A fire watch is not optional. When your fire alarm or sprinkler system goes down, local fire codes require trained personnel to patrol your property until the system is back online. Ignoring that rule can lead to daily fines, a suspended certificate of occupancy, or a denied insurance claim after a loss.
This guide explains the fire watch requirements every property manager, general contractor, and business owner should know. Above all, it shows you exactly when a fire watch becomes mandatory and what inspectors expect to see.
What is a fire watch?
A fire watch is a temporary safety measure. Trained guards patrol a building or job site on a set schedule, look for smoke, sparks, or heat, and keep a written log of every round. If they spot a hazard, they act immediately and call 911.
In other words, the guard replaces your fire protection system while it cannot do its job. The fire marshal treats that human presence as the legal substitute for your alarms and sprinklers.
When is a fire watch required?
Fire codes across the United States follow the National Fire Protection Association (NFPA) standards and OSHA regulations.

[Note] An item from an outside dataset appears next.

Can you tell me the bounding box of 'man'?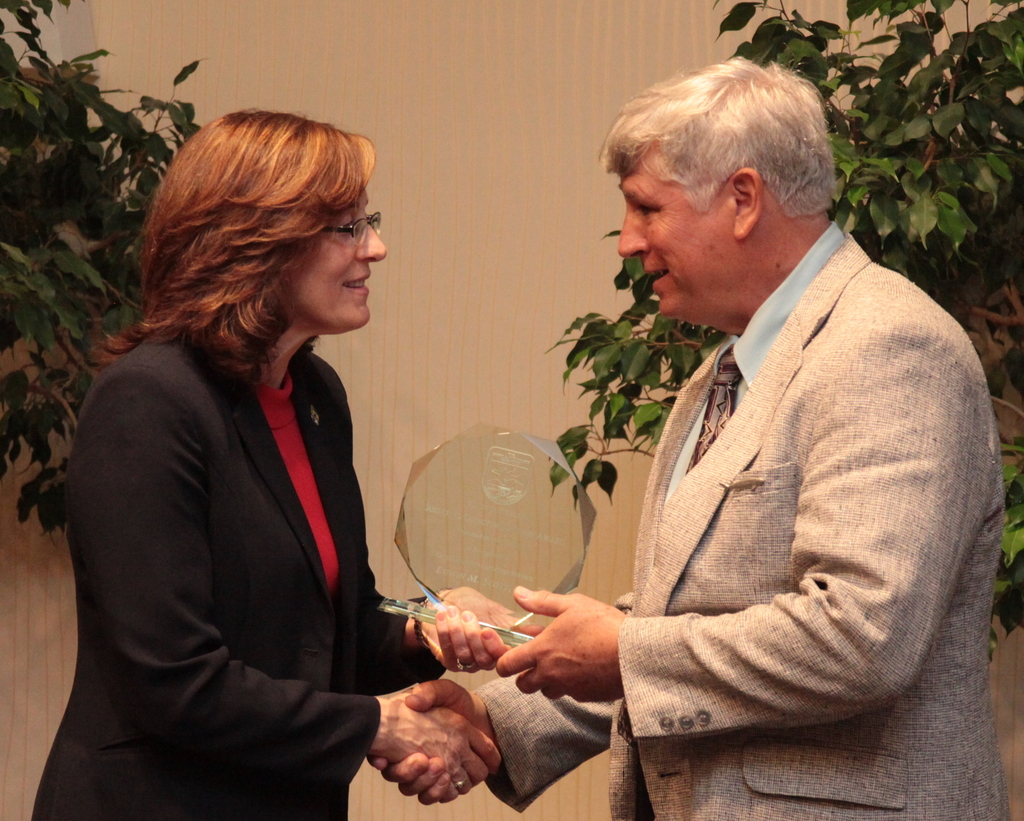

As a result, the triggers are consistent from state to state, even though local details vary.
You need a fire watch when:
- Your fire alarm system is out of service for more than 4 hours in a 24-hour period (NFPA 72).

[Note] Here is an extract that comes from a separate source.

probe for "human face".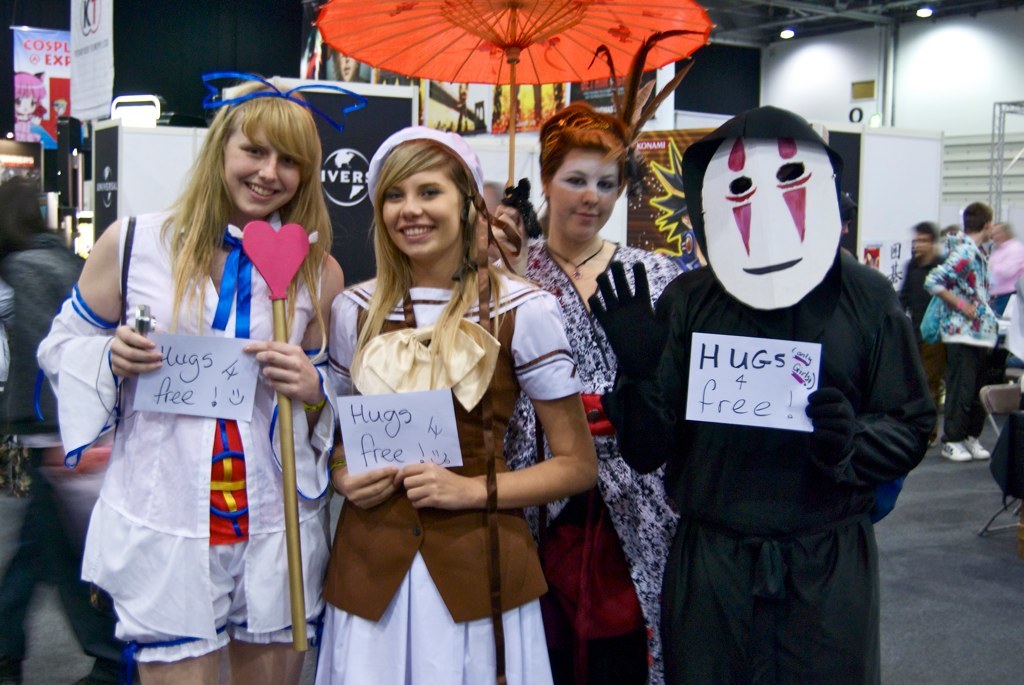
Probe result: detection(913, 229, 932, 254).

- Your sprinkler system is impaired for more than 10 hours in a 24-hour period (NFPA 25).
- Hot work is performed near combustible materials. Welding, cutting, grinding, brazing, and torch-down roofing all count (NFPA 51B and OSHA 1910.252).
- A construction site is active and the permanent fire protection system is not yet operational (NFPA 241).
- A fire marshal orders it. After a code violation, the inspector can require interim coverage until repairs are complete.
- A special event increases risk. Temporary structures, high occupancy, or pyrotechnics often trigger a mandatory watch.
Therefore, the moment your system fails or hot work begins, the clock starts running. Most jurisdictions expect coverage in place within hours, not days.
Core fire watch requirements during the watch
Once the watch begins, the guard must follow specific rules. Fire marshals check these points during inspections, so each one matters.
Continuous patrols on a fixed schedule
Guards must walk the entire affected area, interior and exterior, at regular intervals. Many jurisdictions require rounds every 30 minutes. In addition, hot work zones need monitoring for at least 30 minutes after the work ends, because smoldering fires often start late.
Detailed fire watch logs
A log that only says “all clear” will not pass an inspection. Instead, each entry should record the time, the route, the guard’s name, the conditions observed, and any corrective action taken. Digital logs with GPS verification give you the strongest evidence during a fire marshal review or an insurance audit.
Trained and licensed personnel
The person on watch cannot be a regular employee pulled from another task. Fire watch guards need training in hazard recognition, alarm notification, evacuation support, and extinguisher use. Furthermore, most states require a security license, and some cities add their own certification on top.
Immediate communication
The guard must be able to reach the fire department without delay. That means a working phone or radio at all times, plus clear instructions on who to notify inside your organization.
What happens if you skip a fire watch?
The consequences go far beyond a warning. Consider the real costs:
- Daily fines from the fire marshal until you comply.
- A stop-work order on construction sites, which delays your entire project.
- A suspended certificate of occupancy, which can force tenants out.
- A denied insurance claim if a fire occurs during an unwatched impairment.
Compare that with the hourly cost of a professional guard. The math is simple: a fire watch costs a fraction of a single day’s fine, and far less than an uncovered loss.
Who is responsible for arranging the fire watch?
Responsibility falls on the property owner or the party in control of the site. On a construction project, that usually means the general contractor. In a commercial building, the property manager handles it. However, the fire marshal will hold the owner accountable if no one acts, so never assume someone else made the call.
How to stay compliant step by step
Follow this sequence the moment a system goes down or hot work is scheduled:
- Notify the fire department and your insurance carrier. Most codes require formal notice of the impairment.
- Contact a licensed fire watch provider. Confirm they can deploy within hours and that their guards carry the proper state license.
- Request a site-specific patrol plan. The provider should map routes, patrol frequency, and escalation contacts before the first round.
- Keep the logs accessible. Inspectors can show up unannounced, so the documentation must be on site and up to date.
- End the watch only when the system is restored and tested. Get written confirmation before releasing the guards.
Get compliant fire watch coverage today
Fire watch requirements exist to protect lives, property, and your legal standing. Meeting them is straightforward when you work with a provider that knows the codes and documents every patrol.
ATA Guard deploys licensed fire watch guards nationwide, often the same day you call. Our teams follow NFPA and OSHA standards, keep real-time digital logs, and coordinate directly with your local fire marshal. Request a free quote and get coverage in place before the fines start.